The alliance between his neoconservatives, Campbell-Taylor’s Christians, the Labour Party, and the Occupiers is a fragile one. Campbell-Taylor wants the City to take on a regulatory role similar to that played by ancient guilds who obliged members to obey the highest standards. This medieval dream could hardly be less designed to appeal to a neoconservative, so their alliance is doomed to die after the election.

Nonetheless, they only have to hold together until March 21, when they should gain a presence on the council: They've fielded around 30 of the 150 candidates, making these elections the most fiercely contested in living memory. Twenty-one of the 25 wards are contested, compared to just 13 at the last elections in 2009.

But that is when their fight really begins.

A few hours after I spoke to Deane, I attended a lecture by Ricken Patel, founder of the global activism website Avaaz, which has 20 million members and campaigns for many of the same issues as Colvin and Campbell-Taylor do. He spoke for an hour in the Guildhall, the magnificent soaring chamber at the center of the City.
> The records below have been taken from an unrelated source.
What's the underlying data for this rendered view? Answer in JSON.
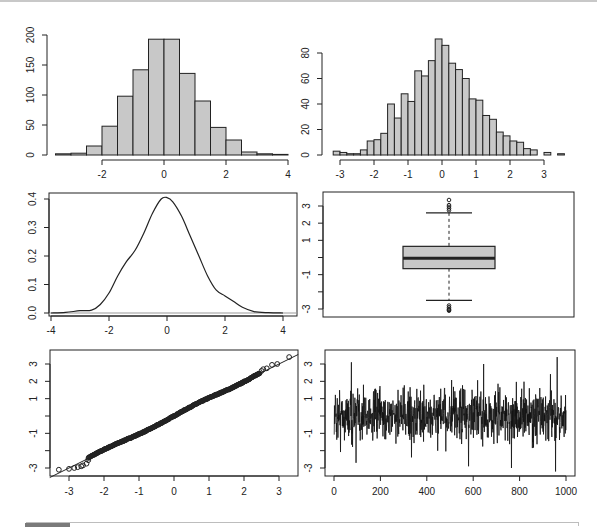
{
  "chart_data": [
    {
      "type": "bar",
      "subtype": "histogram",
      "panel": "top-left",
      "title": "",
      "bin_width": 0.5,
      "bin_start": -3.5,
      "values": [
        2,
        3,
        15,
        48,
        98,
        142,
        193,
        193,
        136,
        90,
        46,
        25,
        5,
        2,
        1
      ],
      "x_ticks": [
        "-2",
        "0",
        "2",
        "4"
      ],
      "y_ticks": [
        "0",
        "50",
        "100",
        "150",
        "200"
      ],
      "xlim": [
        -3.5,
        4
      ],
      "ylim": [
        0,
        200
      ],
      "fill": "#c8c8c8"
    },
    {
      "type": "bar",
      "subtype": "histogram",
      "panel": "top-right",
      "title": "",
      "bin_width": 0.2,
      "bin_start": -3.2,
      "values": [
        3,
        2,
        1,
        1,
        4,
        11,
        12,
        17,
        40,
        29,
        48,
        42,
        66,
        62,
        74,
        91,
        86,
        72,
        67,
        60,
        44,
        43,
        31,
        28,
        18,
        15,
        11,
        10,
        5,
        4,
        0,
        2,
        0,
        1
      ],
      "x_ticks": [
        "-3",
        "-2",
        "-1",
        "0",
        "1",
        "2",
        "3"
      ],
      "y_ticks": [
        "0",
        "20",
        "40",
        "60",
        "80"
      ],
      "xlim": [
        -3.2,
        3.6
      ],
      "ylim": [
        0,
        90
      ],
      "fill": "#c8c8c8"
    },
    {
      "type": "line",
      "subtype": "density",
      "panel": "middle-left",
      "x": [
        -4.0,
        -3.5,
        -3.0,
        -2.6,
        -2.3,
        -2.0,
        -1.7,
        -1.4,
        -1.1,
        -0.8,
        -0.5,
        -0.2,
        0.0,
        0.2,
        0.5,
        0.8,
        1.1,
        1.4,
        1.7,
        2.0,
        2.3,
        2.6,
        3.0,
        3.5,
        4.0
      ],
      "y": [
        0.0,
        0.002,
        0.008,
        0.01,
        0.03,
        0.07,
        0.13,
        0.18,
        0.22,
        0.28,
        0.35,
        0.4,
        0.405,
        0.39,
        0.34,
        0.27,
        0.2,
        0.13,
        0.08,
        0.06,
        0.04,
        0.02,
        0.005,
        0.001,
        0.0
      ],
      "x_ticks": [
        "-4",
        "-2",
        "0",
        "2",
        "4"
      ],
      "y_ticks": [
        "0.0",
        "0.1",
        "0.2",
        "0.3",
        "0.4"
      ],
      "xlim": [
        -4.2,
        4.4
      ],
      "ylim": [
        0,
        0.42
      ],
      "baseline": 0
    },
    {
      "type": "boxplot",
      "panel": "middle-right",
      "horizontal": false,
      "q1": -0.65,
      "median": -0.05,
      "q3": 0.65,
      "whisker_low": -2.5,
      "whisker_high": 2.6,
      "outliers_high": [
        2.75,
        2.85,
        2.95,
        3.05,
        3.35
      ],
      "outliers_low": [
        -2.8,
        -2.9,
        -3.0,
        -3.05,
        -3.1
      ],
      "y_ticks": [
        "3",
        "2",
        "1",
        "",
        "-1",
        "",
        "-3"
      ],
      "ylim": [
        -3.3,
        3.6
      ],
      "fill": "#c8c8c8"
    },
    {
      "type": "scatter",
      "subtype": "qqplot",
      "panel": "bottom-left",
      "x_ticks": [
        "-3",
        "-2",
        "-1",
        "0",
        "1",
        "2",
        "3"
      ],
      "y_ticks": [
        "3",
        "2",
        "1",
        "",
        "-1",
        "",
        "-3"
      ],
      "xlim": [
        -3.5,
        3.5
      ],
      "ylim": [
        -3.3,
        3.6
      ],
      "reference_line": {
        "slope": 1.0,
        "intercept": 0.0
      },
      "tail_points_low": [
        [
          -3.29,
          -3.1
        ],
        [
          -3.0,
          -3.05
        ],
        [
          -2.85,
          -3.0
        ],
        [
          -2.75,
          -2.95
        ],
        [
          -2.65,
          -2.9
        ],
        [
          -2.6,
          -2.85
        ],
        [
          -2.5,
          -2.75
        ],
        [
          -2.45,
          -2.55
        ]
      ],
      "tail_points_high": [
        [
          2.5,
          2.6
        ],
        [
          2.55,
          2.7
        ],
        [
          2.65,
          2.75
        ],
        [
          2.8,
          2.95
        ],
        [
          2.95,
          3.0
        ],
        [
          3.29,
          3.4
        ]
      ]
    },
    {
      "type": "line",
      "subtype": "time-series",
      "panel": "bottom-right",
      "n": 1000,
      "x_ticks": [
        "0",
        "200",
        "400",
        "600",
        "800",
        "1000"
      ],
      "y_ticks": [
        "3",
        "2",
        "1",
        "",
        "-1",
        "",
        "-3"
      ],
      "xlim": [
        -40,
        1040
      ],
      "ylim": [
        -3.3,
        3.6
      ],
      "notable_extremes": [
        {
          "x": 75,
          "y": 3.1
        },
        {
          "x": 95,
          "y": -2.7
        },
        {
          "x": 580,
          "y": -2.9
        },
        {
          "x": 645,
          "y": 3.0
        },
        {
          "x": 765,
          "y": -3.0
        },
        {
          "x": 955,
          "y": -3.2
        },
        {
          "x": 962,
          "y": 3.4
        }
      ]
    }
  ],
  "ui": {
    "bottom_bar": {
      "tab_color": "#7a7a7a",
      "border_color": "#bdbdbd"
    }
  }
}
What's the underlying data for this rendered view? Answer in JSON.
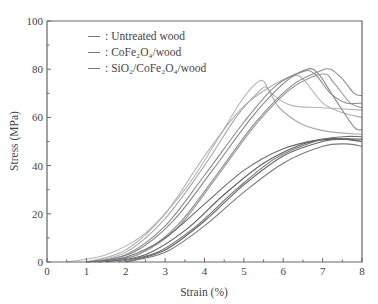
{
  "chart_data": {
    "type": "line",
    "title": "",
    "xlabel": "Strain (%)",
    "ylabel": "Stress (MPa)",
    "xlim": [
      0,
      8
    ],
    "ylim": [
      0,
      100
    ],
    "x_ticks": [
      "0",
      "1",
      "2",
      "3",
      "4",
      "5",
      "6",
      "7",
      "8"
    ],
    "y_ticks": [
      "0",
      "20",
      "40",
      "60",
      "80",
      "100"
    ],
    "grid": false,
    "legend_position": "upper-left",
    "legend": [
      {
        "name": "Untreated wood",
        "color": "#9a9a9a"
      },
      {
        "name": "CoFe2O4/wood",
        "color": "#777777"
      },
      {
        "name": "SiO2/CoFe2O4/wood",
        "color": "#555555"
      }
    ],
    "series": [
      {
        "name": "Untreated wood",
        "color": "#b5b5b5",
        "points": [
          [
            0.5,
            0
          ],
          [
            1.5,
            3
          ],
          [
            2.5,
            12
          ],
          [
            3.5,
            30
          ],
          [
            4.3,
            50
          ],
          [
            4.9,
            66
          ],
          [
            5.3,
            74
          ],
          [
            5.5,
            75
          ],
          [
            5.7,
            70
          ],
          [
            6.2,
            65
          ],
          [
            7,
            64
          ],
          [
            8,
            63
          ]
        ]
      },
      {
        "name": "Untreated wood",
        "color": "#aaaaaa",
        "points": [
          [
            1,
            0
          ],
          [
            2,
            4
          ],
          [
            3,
            18
          ],
          [
            4,
            40
          ],
          [
            4.8,
            60
          ],
          [
            5.4,
            71
          ],
          [
            5.6,
            72
          ],
          [
            5.9,
            64
          ],
          [
            6.5,
            57
          ],
          [
            7.2,
            54
          ],
          [
            8,
            53
          ]
        ]
      },
      {
        "name": "Untreated wood",
        "color": "#b0b0b0",
        "points": [
          [
            1,
            0
          ],
          [
            2,
            5
          ],
          [
            3,
            20
          ],
          [
            4,
            44
          ],
          [
            4.9,
            63
          ],
          [
            5.6,
            72
          ],
          [
            6.2,
            77
          ],
          [
            6.5,
            76
          ],
          [
            7,
            66
          ],
          [
            7.5,
            62
          ],
          [
            8,
            60
          ]
        ]
      },
      {
        "name": "CoFe2O4/wood",
        "color": "#8c8c8c",
        "points": [
          [
            1,
            0
          ],
          [
            2,
            3
          ],
          [
            3,
            15
          ],
          [
            4,
            36
          ],
          [
            5,
            58
          ],
          [
            5.8,
            73
          ],
          [
            6.5,
            79
          ],
          [
            6.8,
            78
          ],
          [
            7.2,
            70
          ],
          [
            7.6,
            66
          ],
          [
            8,
            66
          ]
        ]
      },
      {
        "name": "CoFe2O4/wood",
        "color": "#888888",
        "points": [
          [
            1.2,
            0
          ],
          [
            2.2,
            4
          ],
          [
            3.2,
            17
          ],
          [
            4.2,
            38
          ],
          [
            5.2,
            60
          ],
          [
            6,
            74
          ],
          [
            6.6,
            80
          ],
          [
            6.9,
            78
          ],
          [
            7.3,
            68
          ],
          [
            7.8,
            56
          ],
          [
            8,
            55
          ]
        ]
      },
      {
        "name": "CoFe2O4/wood",
        "color": "#909090",
        "points": [
          [
            1.3,
            0
          ],
          [
            2.3,
            3
          ],
          [
            3.3,
            15
          ],
          [
            4.3,
            36
          ],
          [
            5.3,
            58
          ],
          [
            6.2,
            73
          ],
          [
            6.9,
            79
          ],
          [
            7.2,
            80
          ],
          [
            7.5,
            76
          ],
          [
            7.8,
            70
          ],
          [
            8,
            69
          ]
        ]
      },
      {
        "name": "CoFe2O4/wood",
        "color": "#999999",
        "points": [
          [
            1.3,
            0
          ],
          [
            2.3,
            3
          ],
          [
            3.3,
            14
          ],
          [
            4.3,
            35
          ],
          [
            5.3,
            57
          ],
          [
            6.2,
            72
          ],
          [
            7,
            78
          ],
          [
            7.3,
            74
          ],
          [
            7.7,
            66
          ],
          [
            8,
            64
          ]
        ]
      },
      {
        "name": "SiO2/CoFe2O4/wood",
        "color": "#6a6a6a",
        "points": [
          [
            1,
            0
          ],
          [
            2,
            2
          ],
          [
            3,
            10
          ],
          [
            4,
            24
          ],
          [
            5,
            38
          ],
          [
            6,
            47
          ],
          [
            7,
            51
          ],
          [
            7.5,
            51
          ],
          [
            8,
            50
          ]
        ]
      },
      {
        "name": "SiO2/CoFe2O4/wood",
        "color": "#5e5e5e",
        "points": [
          [
            1.5,
            0
          ],
          [
            2.5,
            3
          ],
          [
            3.5,
            13
          ],
          [
            4.5,
            28
          ],
          [
            5.5,
            41
          ],
          [
            6.5,
            49
          ],
          [
            7.2,
            51
          ],
          [
            8,
            51
          ]
        ]
      },
      {
        "name": "SiO2/CoFe2O4/wood",
        "color": "#707070",
        "points": [
          [
            1.8,
            0
          ],
          [
            2.8,
            4
          ],
          [
            3.8,
            15
          ],
          [
            4.8,
            30
          ],
          [
            5.8,
            43
          ],
          [
            6.8,
            50
          ],
          [
            7.5,
            52
          ],
          [
            8,
            52
          ]
        ]
      },
      {
        "name": "SiO2/CoFe2O4/wood",
        "color": "#646464",
        "points": [
          [
            2,
            0
          ],
          [
            3,
            5
          ],
          [
            4,
            17
          ],
          [
            5,
            32
          ],
          [
            6,
            44
          ],
          [
            7,
            50
          ],
          [
            7.6,
            51
          ],
          [
            8,
            50
          ]
        ]
      },
      {
        "name": "SiO2/CoFe2O4/wood",
        "color": "#7a7a7a",
        "points": [
          [
            2,
            0
          ],
          [
            3,
            4
          ],
          [
            4,
            15
          ],
          [
            5,
            29
          ],
          [
            6,
            41
          ],
          [
            7,
            48
          ],
          [
            7.6,
            49
          ],
          [
            8,
            48
          ]
        ]
      }
    ]
  },
  "legend": {
    "items": [
      {
        "sep": ":",
        "label": "Untreated wood"
      },
      {
        "sep": ":",
        "label": "CoFe₂O₄/wood"
      },
      {
        "sep": ":",
        "label": "SiO₂/CoFe₂O₄/wood"
      }
    ]
  },
  "axes": {
    "xlabel": "Strain (%)",
    "ylabel": "Stress (MPa)"
  }
}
It is built on the same site as the amphitheatre. Indeed, the City of London has run itself from this exact same place since the time of the Romans.

“I am speaking in the hall that is the beating heart of the world’s largest, most powerful and unaccountable financial industry and I come here to tell you that we are coming, democracy is coming,” he said, his figure dwarfed by the vast stained glass windows behind him.

The guests clapped politely, then withdrew to the Old Library to drink sparkling wine and eat exquisite canapés served by impeccable waiters. The City, with centuries of experience in charming critics, had put on its best show for this new threat and was deploying all its resources.

The Reformers are well intentioned and motivated, but it is hard to imagine them breaking this formidable opponent. They might put it on the defensive for a while, but if they imagine they have triumphed, they should remember the experience of the two 17th-century kings called Charles.

Bored of having to ask parliament for taxes, Charles I tried to rule directly, and succeeded until he alienated the City. It refused him loans, then took the lead in deposing him and cutting off his head in 1649. The Commonwealth that followed proved no friendlier to business, however, so the City invited the king’s orphaned son to come back to rule as Charles II.

This City overthrew both king and republic alike to protect its margins, and it will take more than a group of well-intentioned dreamers to scare it now.

  1. Of the City’s 25 wards, four are predominantly residential, and this is one of them.

Correction: A previous version of this story wrongly identified Martin Dudley as Robert Dudley.